My TL;DR style notes from articles I read today.

9 Kubernetes security best practices everyone must follow

  1. Always use the latest stable version.
  2. Enable role-based access control (RBAC). Avoid granting cluster-wide permissions.
  3. Make sure to create non-default namespaces with security boundaries customized by their workload.
  4. Run especially sensitive workloads on a dedicated set of machines to limit fallout from any breaches.
  5. Carefully secure access to cloud metadata.
  6. Create and define cluster network policies.
  7. Define a cluster-wide Pod Security Policy for how workloads may run in each cluster.
  8. Harden node security by ensuring your host is secure & controlling network access to sensitive ports.
  9. Enable audit logs. Actively monitor them to identify access attempts.
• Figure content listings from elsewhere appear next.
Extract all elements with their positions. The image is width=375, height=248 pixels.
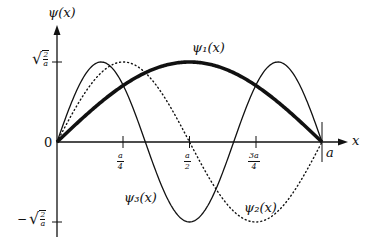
psi3-label: ψ₃(x): [124, 191, 157, 204]
y-tick-label-top: √2a: [32, 50, 49, 69]
x-axis-label: x: [352, 134, 359, 147]
tick-num: a: [184, 152, 191, 162]
tick-den: 4: [117, 162, 124, 171]
psi1-label: ψ₁(x): [192, 41, 225, 54]
x-tick-label-quarter: a 4: [117, 152, 124, 171]
tick-den: 2: [184, 162, 191, 171]
x-axis-arrow-icon: [338, 139, 348, 146]
origin-label: 0: [44, 135, 52, 150]
tick-num: 3a: [248, 152, 260, 162]
tick-den: 4: [248, 162, 260, 171]
minus-sign: −: [17, 212, 27, 226]
tick-num: a: [117, 152, 124, 162]
sqrt-radicand: 2a: [42, 50, 49, 69]
wavefunction-plot: [0, 0, 375, 248]
psi2-label: ψ₂(x): [244, 201, 277, 214]
y-axis-arrow-icon: [54, 25, 61, 35]
x-tick-label-3quarter: 3a 4: [248, 152, 260, 171]
radicand-den: a: [43, 60, 48, 68]
psi1-curve: [57, 62, 322, 142]
radicand-den: a: [40, 220, 45, 228]
x-tick-label-half: a 2: [184, 152, 191, 171]
x-end-label: a: [326, 146, 334, 159]
sqrt-icon: √: [29, 211, 39, 227]
y-axis-label: ψ(x): [48, 6, 76, 19]
sqrt-icon: √: [32, 51, 42, 67]
y-tick-label-bottom: −√2a: [17, 210, 46, 229]
sqrt-radicand: 2a: [39, 210, 46, 229]
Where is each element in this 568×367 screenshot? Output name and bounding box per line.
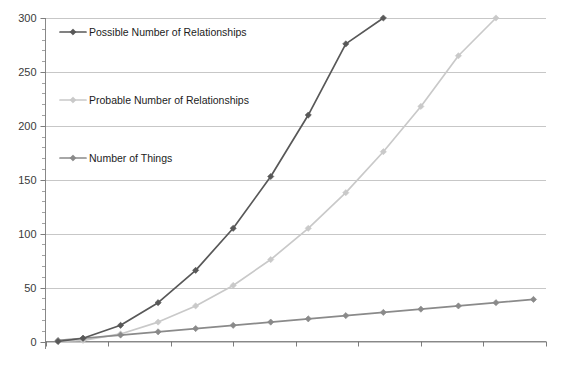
legend-entry-1[interactable]: Probable Number of Relationships bbox=[60, 94, 249, 106]
y-axis-label-150: 150 bbox=[18, 174, 36, 186]
legend-label: Probable Number of Relationships bbox=[89, 94, 249, 106]
chart-canvas: 050100150200250300 Possible Number of Re… bbox=[0, 0, 568, 367]
y-axis-label-300: 300 bbox=[18, 12, 36, 24]
line-chart: 050100150200250300 Possible Number of Re… bbox=[0, 0, 568, 367]
y-axis-label-250: 250 bbox=[18, 66, 36, 78]
y-axis-label-0: 0 bbox=[30, 336, 36, 348]
legend-label: Possible Number of Relationships bbox=[89, 26, 247, 38]
y-axis-label-50: 50 bbox=[24, 282, 36, 294]
y-axis-label-200: 200 bbox=[18, 120, 36, 132]
y-axis-label-100: 100 bbox=[18, 228, 36, 240]
chart-background bbox=[0, 0, 568, 367]
legend-label: Number of Things bbox=[89, 152, 172, 164]
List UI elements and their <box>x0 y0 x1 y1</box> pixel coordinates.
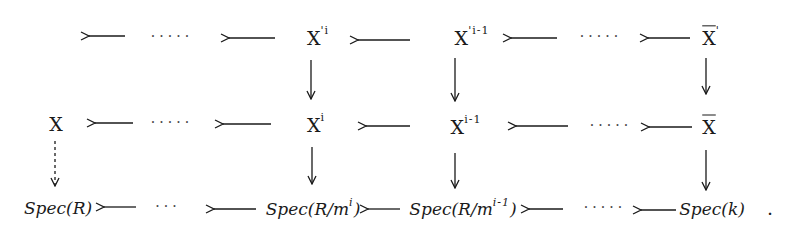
node-base: X <box>455 27 469 49</box>
node-x-prime-i-minus-1: X'i-1 <box>455 28 490 47</box>
node-spec-r-mod-m-i: Spec(R/mi) <box>266 200 361 219</box>
node-label: Spec(k) <box>679 199 745 219</box>
node-base: X <box>451 116 465 138</box>
ellipsis-top-right: ····· <box>580 28 622 44</box>
node-superscript: 'i-1 <box>468 24 489 37</box>
node-label: Spec(R/m <box>266 199 349 219</box>
node-base: X <box>702 27 716 49</box>
node-close-paren: ) <box>510 199 517 219</box>
node-x-prime-i: X'i <box>307 28 329 47</box>
ellipsis-mid-right: ····· <box>590 117 632 133</box>
node-superscript: i-1 <box>464 113 481 126</box>
node-base: X <box>49 113 63 135</box>
node-base: X <box>307 114 321 136</box>
ellipsis-bot-left: ··· <box>155 198 180 214</box>
node-x-bar-prime: X' <box>702 28 720 47</box>
node-x-i: Xi <box>307 115 325 134</box>
node-superscript: i <box>349 196 354 209</box>
node-x: X <box>49 115 63 134</box>
node-base: X <box>307 27 321 49</box>
node-superscript: i-1 <box>493 196 510 209</box>
node-base: X <box>702 116 716 138</box>
node-superscript: i <box>321 111 326 124</box>
node-label: Spec(R/m <box>409 199 492 219</box>
arrows-layer <box>0 0 803 232</box>
node-x-bar: X <box>702 118 716 137</box>
node-spec-r: Spec(R) <box>24 200 92 217</box>
ellipsis-mid-left: ····· <box>151 114 193 130</box>
node-spec-r-mod-m-i-minus-1: Spec(R/mi-1) <box>409 200 516 219</box>
ellipsis-bot-right: ····· <box>584 199 626 215</box>
node-x-i-minus-1: Xi-1 <box>451 117 482 136</box>
trailing-period: . <box>767 199 773 218</box>
commutative-diagram: X'i X'i-1 X' ····· ····· X Xi Xi-1 X ···… <box>0 0 803 232</box>
node-superscript: 'i <box>320 24 329 37</box>
node-superscript: ' <box>716 24 720 37</box>
node-spec-k: Spec(k) <box>679 201 745 218</box>
node-label: Spec(R) <box>24 198 92 218</box>
ellipsis-top-left: ····· <box>151 28 193 44</box>
node-close-paren: ) <box>354 199 361 219</box>
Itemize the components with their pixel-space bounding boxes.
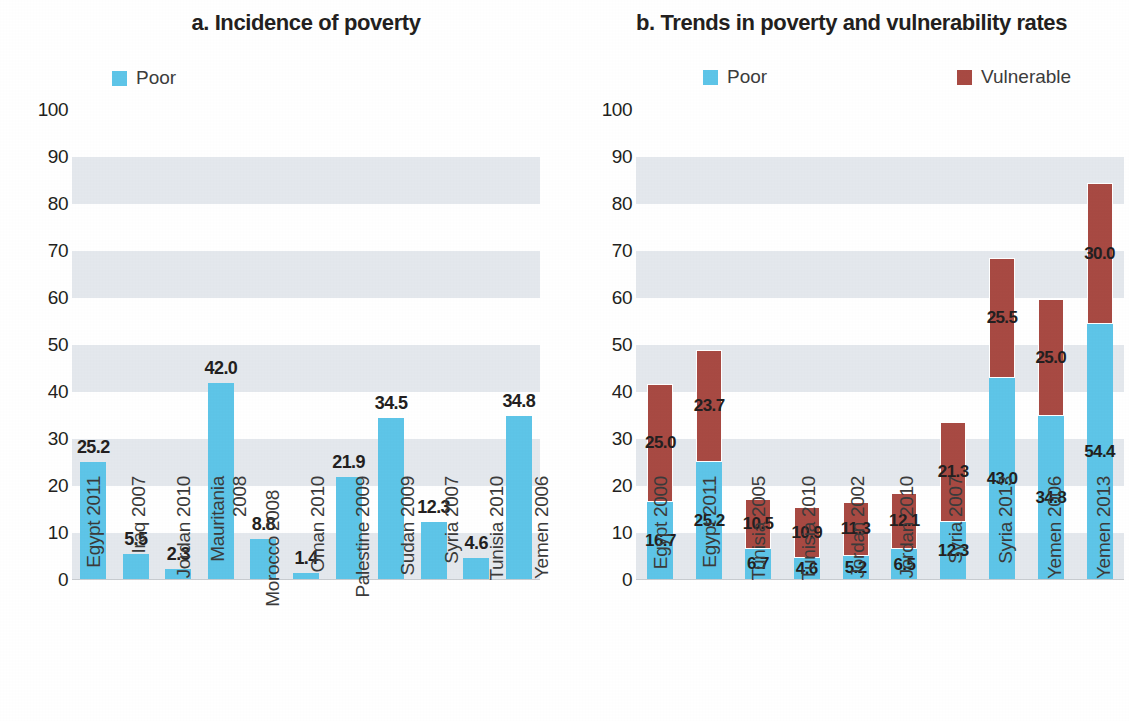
x-axis-label: Morocco 2008 <box>262 490 284 607</box>
y-axis-tick: 30 <box>612 428 632 450</box>
x-axis-label: Tunisia 2010 <box>798 476 820 581</box>
y-axis-tick: 60 <box>48 287 68 309</box>
x-axis-label: Tunisia 2010 <box>486 476 508 581</box>
x-axis-label: Jordan 2010 <box>896 476 918 578</box>
y-axis-tick: 40 <box>48 381 68 403</box>
x-label-slot: Yemen 2013 <box>1080 470 1129 620</box>
y-axis-tick: 0 <box>622 569 632 591</box>
bar-value-label-vulnerable: 25.0 <box>1035 348 1066 368</box>
x-axis-label: Egypt 2011 <box>83 476 105 568</box>
panel-a-incidence-of-poverty: a. Incidence of poverty Poor 10090807060… <box>0 0 564 721</box>
x-label-slot: Jordan 2010 <box>882 470 931 620</box>
panel-a-legend: Poor <box>0 66 564 90</box>
legend-swatch-vulnerable-icon <box>957 70 972 85</box>
legend-label-poor: Poor <box>136 67 176 89</box>
panel-a-y-axis: 1009080706050403020100 <box>40 110 70 580</box>
x-axis-label: Yemen 2013 <box>1093 476 1115 579</box>
x-axis-label: Syria 2007 <box>945 476 967 564</box>
bar-value-label-vulnerable: 30.0 <box>1084 244 1115 264</box>
y-axis-tick: 80 <box>612 193 632 215</box>
y-axis-tick: 70 <box>48 240 68 262</box>
legend-item-vulnerable: Vulnerable <box>957 66 1071 88</box>
x-axis-label: Jordan 2002 <box>847 476 869 578</box>
x-label-slot: Tunisia 2005 <box>735 470 784 620</box>
bar-value-label-vulnerable: 25.5 <box>987 308 1018 328</box>
panel-b-title: b. Trends in poverty and vulnerability r… <box>564 10 1129 36</box>
legend-label-poor: Poor <box>727 66 767 88</box>
panel-b-trends-poverty-vulnerability: b. Trends in poverty and vulnerability r… <box>564 0 1129 721</box>
y-axis-tick: 100 <box>38 99 68 121</box>
x-label-slot: Tunisia 2010 <box>475 470 520 620</box>
y-axis-tick: 20 <box>612 475 632 497</box>
x-axis-label: Syria 2007 <box>441 476 463 564</box>
x-label-slot: Yemen 2006 <box>1030 470 1079 620</box>
y-axis-tick: 90 <box>612 146 632 168</box>
legend-item-poor: Poor <box>703 66 767 88</box>
panel-a-x-axis-labels: Egypt 2011Iraq 2007Jordan 2010Mauritania… <box>72 470 564 620</box>
panel-b-x-axis-labels: Egypt 2000Egypt 2011Tunisia 2005Tunisia … <box>636 470 1129 620</box>
x-axis-label: Yemen 2006 <box>1044 476 1066 579</box>
x-label-slot: Egypt 2011 <box>72 470 117 620</box>
x-label-slot: Yemen 2006 <box>519 470 564 620</box>
y-axis-tick: 0 <box>58 569 68 591</box>
x-label-slot: Oman 2010 <box>296 470 341 620</box>
legend-swatch-poor-icon <box>112 71 127 86</box>
legend-item-poor: Poor <box>112 67 176 89</box>
bar-segment-vulnerable[interactable]: 25.0 <box>1038 299 1064 417</box>
x-label-slot: Jordan 2010 <box>161 470 206 620</box>
x-axis-label: Yemen 2006 <box>531 476 553 579</box>
x-label-slot: Iraq 2007 <box>117 470 162 620</box>
x-label-slot: Jordan 2002 <box>833 470 882 620</box>
x-axis-label: Egypt 2000 <box>650 476 672 569</box>
bar-value-label-vulnerable: 25.0 <box>645 433 676 453</box>
bar-value-label: 25.2 <box>77 437 110 458</box>
y-axis-tick: 90 <box>48 146 68 168</box>
x-label-slot: Egypt 2000 <box>636 470 685 620</box>
y-axis-tick: 50 <box>612 334 632 356</box>
bar-value-label: 34.5 <box>375 393 408 414</box>
x-axis-label: Tunisia 2005 <box>748 476 770 581</box>
x-axis-label: Syria 2013 <box>995 476 1017 564</box>
y-axis-tick: 30 <box>48 428 68 450</box>
y-axis-tick: 20 <box>48 475 68 497</box>
bar-value-label-vulnerable: 23.7 <box>694 396 725 416</box>
y-axis-tick: 100 <box>602 99 632 121</box>
y-axis-tick: 80 <box>48 193 68 215</box>
bar-value-label-poor: 54.4 <box>1084 442 1115 462</box>
y-axis-tick: 50 <box>48 334 68 356</box>
x-label-slot: Sudan 2009 <box>385 470 430 620</box>
bar-value-label: 34.8 <box>502 391 535 412</box>
x-label-slot: Mauritania 2008 <box>206 470 251 620</box>
figure-two-panel-poverty-charts: a. Incidence of poverty Poor 10090807060… <box>0 0 1129 721</box>
panel-b-y-axis: 1009080706050403020100 <box>604 110 634 580</box>
x-axis-label: Iraq 2007 <box>128 476 150 554</box>
y-axis-tick: 60 <box>612 287 632 309</box>
panel-a-title: a. Incidence of poverty <box>0 10 564 36</box>
x-label-slot: Tunisia 2010 <box>784 470 833 620</box>
x-label-slot: Morocco 2008 <box>251 470 296 620</box>
x-axis-label: Sudan 2009 <box>397 476 419 576</box>
panel-b-legend: Poor Vulnerable <box>564 66 1129 90</box>
y-axis-tick: 40 <box>612 381 632 403</box>
x-label-slot: Syria 2007 <box>932 470 981 620</box>
x-axis-label: Palestine 2009 <box>352 476 374 598</box>
x-label-slot: Syria 2013 <box>981 470 1030 620</box>
legend-label-vulnerable: Vulnerable <box>981 66 1071 88</box>
y-axis-tick: 10 <box>612 522 632 544</box>
bar-segment-vulnerable[interactable]: 30.0 <box>1087 183 1113 324</box>
bar-segment-vulnerable[interactable]: 23.7 <box>696 350 722 461</box>
x-axis-label: Mauritania 2008 <box>207 476 251 562</box>
y-axis-tick: 10 <box>48 522 68 544</box>
bar-segment-vulnerable[interactable]: 25.5 <box>989 258 1015 378</box>
x-axis-label: Jordan 2010 <box>173 476 195 578</box>
x-label-slot: Egypt 2011 <box>685 470 734 620</box>
x-label-slot: Palestine 2009 <box>340 470 385 620</box>
x-axis-label: Oman 2010 <box>307 476 329 573</box>
x-label-slot: Syria 2007 <box>430 470 475 620</box>
x-axis-label: Egypt 2011 <box>699 476 721 568</box>
bar-value-label: 42.0 <box>205 358 238 379</box>
legend-swatch-poor-icon <box>703 70 718 85</box>
y-axis-tick: 70 <box>612 240 632 262</box>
Full post here, 5 mins read


How Sqreen handles 50,000 requests every minute in a write-heavy environment

Three principles used by Sqreen to build this scalable architecture:

  • Caching to handle large volumes of requests.
  • Using queues to reduce the number of write operations demanded within a given time frame to guard against overload.
  • Designing applications in a way that scalability is achieved by using more or fewer iterations of the same module to scale up and down, rather than requiring a single unit to work faster or harder.

Full post here, 9 mins read


Site reliability engineering best practices for data pipelines

  • Define and measure service-level objectives (SLOs) to ensure data freshness, data correctness, and superior data isolation.
  • Plan for dependency failures by checking for overdependence on products that don’t meet their own SLOs.
  • Create and maintain system diagrams, process documentation and playbook entries that outline recovery from alert conditions.
  • Reduce hot-spotting by balancing out the workload across resources.
  • Utilize autoscaling.
  • Adhere to strict access control for privacy, security and data integrity.
  • Use idempotent and two-phase mutations to avoid duplication or storage of incorrect data in case of pipeline failure in the middle of a process.
  • Use checkpointing to store partially implemented processes.